Twenty-Second Session (19 page pdf) – “Monster Island, Part 2″ – It goes from bad to worse on the ruined Azlanti islands; the number of living pirates is going down while the mutations and insanities of the survivors increase. And then a huge spiderlike monstrosity appears standing right next to you.

Yet another session of From Shore To Sea. More fun with just the three PCs and two of their pirate buddies (the outgoing yet fragile Gareb and the suspected serial killer Slasher Jim). They did a good job of cutting up, despite getting increasingly mutated by the Warping effect the Azlanti island has. Though in the end, Gareb was a mess psychologically and Slasher Jim was a mess physically.

They get to fight a giant frilled lizard. After, we’ve seen trailers for “Mysterious Island 2” where there is indeed a giant frilled lizard! Alas, a month too late for me to use it as a visual aid.

This session had lots of good classic adventuring.  Dungeon delving, cutting open felled monsters to look in their guts, etc.  With this session I tried something different – I told the players that in order to combat 3e-disease we were going to ramp back on the skill checks and do things more old school – you observe and manipulate your environment, not just “make search checks.” I think that worked well!

The octopus fight was epic. I about had some player revolt due to the annoying rules of fighting underwater/through water… By the rules, attacking that octopus in a floating muddy water ball is like -8 to hit, 50% miss chance. I let Wogan’s purify food and water get rid of all of it.

They were grim when they found their ship and the whole crew slaving away digging some kind of canal for the fish-men. Correctly divining that the big orrery in the observatory on the top of the island was a key point, they went and started to mess around with it, starting a really fun fight with a couple of phase spiders!  Gareb got hit by a stray effect from the thing, blurring him, which made him able to see them. The resultant combat really hinged around blink and blur and a variety of effects that interact with ethereal creatures.

Read on, there’s more coming up!

Reavers on the Seas of Fate – Season Two, Twenty-First Session

Twenty-First Session (18 page pdf) – “Monster Island” – Their ship missing in action, the crew heads to the nearby island of Nal-Kashel, which bears Azlanti ruins of the “demented World of Warcraft” design school. Then the mutation comes.

This was our new year’s day session! Another year, more Reavers. They really didn’t want to go to “Monster Island,” as they have named it, but in the end they decided that their ship and loot and girlfriends and all were worth the danger. (They had to think about it, though!)

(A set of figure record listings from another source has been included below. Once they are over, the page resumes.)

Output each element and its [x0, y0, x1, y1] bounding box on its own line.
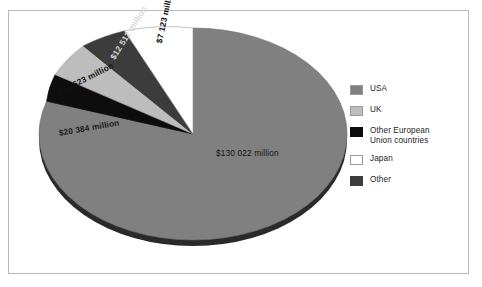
chart-figure: $130 022 million $15 623 million $12 512… — [0, 0, 482, 287]
slice-label-usa: $130 022 million — [216, 148, 279, 158]
legend-swatch-japan — [350, 155, 363, 165]
legend-item-japan[interactable]: Japan — [350, 154, 462, 165]
legend-label-other-eu: Other European Union countries — [370, 126, 430, 145]
legend-label-uk: UK — [370, 105, 382, 115]
legend-swatch-other-eu — [350, 127, 363, 137]
legend-item-other-eu[interactable]: Other European Union countries — [350, 126, 462, 145]
legend-item-uk[interactable]: UK — [350, 105, 462, 116]
legend-label-japan: Japan — [370, 154, 393, 164]
legend-swatch-usa — [350, 85, 363, 95]
legend-label-usa: USA — [370, 84, 387, 94]
legend-label-other: Other — [370, 175, 391, 185]
legend-item-usa[interactable]: USA — [350, 84, 462, 95]
legend-swatch-uk — [350, 106, 363, 116]
legend-item-other[interactable]: Other — [350, 175, 462, 186]
chart-legend: USA UK Other European Union countries Ja… — [350, 84, 462, 196]
legend-swatch-other — [350, 176, 363, 186]
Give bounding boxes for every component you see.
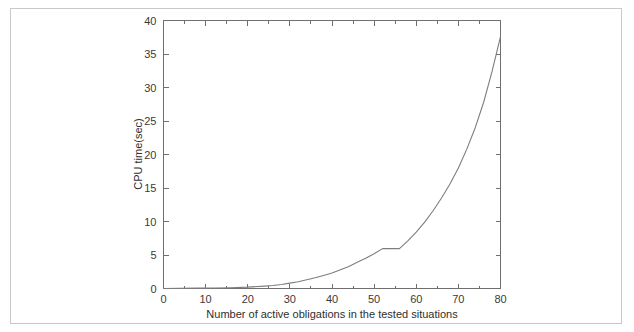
chart-page: 01020304050607080 0510152025303540 Numbe… <box>0 0 634 332</box>
axis-ticks <box>164 21 501 289</box>
y-tick-label: 5 <box>150 249 156 261</box>
x-axis-title: Number of active obligations in the test… <box>206 308 458 320</box>
x-tick-label: 30 <box>284 293 296 305</box>
x-tick-label: 70 <box>452 293 464 305</box>
y-tick-labels: 0510152025303540 <box>144 15 156 295</box>
y-tick-label: 35 <box>144 48 156 60</box>
plot-frame <box>164 21 501 289</box>
y-tick-label: 10 <box>144 216 156 228</box>
x-tick-label: 10 <box>200 293 212 305</box>
x-tick-label: 80 <box>494 293 506 305</box>
y-tick-label: 20 <box>144 149 156 161</box>
data-series-group <box>164 37 501 289</box>
x-tick-label: 40 <box>326 293 338 305</box>
y-tick-label: 0 <box>150 283 156 295</box>
y-tick-label: 30 <box>144 82 156 94</box>
cpu-time-line-chart: 01020304050607080 0510152025303540 Numbe… <box>0 0 634 332</box>
x-tick-label: 60 <box>410 293 422 305</box>
y-tick-label: 40 <box>144 15 156 27</box>
y-tick-label: 15 <box>144 182 156 194</box>
x-tick-label: 50 <box>368 293 380 305</box>
x-tick-label: 0 <box>160 293 166 305</box>
y-tick-label: 25 <box>144 115 156 127</box>
data-series-line <box>164 37 501 289</box>
x-tick-label: 20 <box>242 293 254 305</box>
chart-figure: 01020304050607080 0510152025303540 Numbe… <box>0 0 634 332</box>
y-axis-title: CPU time(sec) <box>132 118 144 190</box>
x-tick-labels: 01020304050607080 <box>160 293 506 305</box>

Sindawe cuts to the chase and beats, strips, and interrogates a local, finding out that they have the “Innsmouth look” for a reason – that they are all part fish-man. So then it’s off the the island!

And boy it’s demented.  This is still from the From Shore To Sea adventure. The island is surrounded by the Cliffs of Insanity and has an Azlanti city that was all cool but now it’s degenerating and there’s weird magical stuff going on, like ripped-off tops of towers swooshing around in the air and intelligent will-o-the-wisp powered floating streetlights. The PCs even ended up talking to them! Investing in learning Aklo from Samaritha and Hatshepsut has really opened up new worlds for the otherwise non-intellectual group.

I had fun playing the pirates. It’s harder when they are shipboard – there’s a lot of NPCs for me to juggle and there’s usually work to be done. Once pirates get out on trips like this, though, their more chaotic nature comes out. They screw around a lot.  Sometimes it’s funny, sometimes it’s dangerous, but it’s never quiet!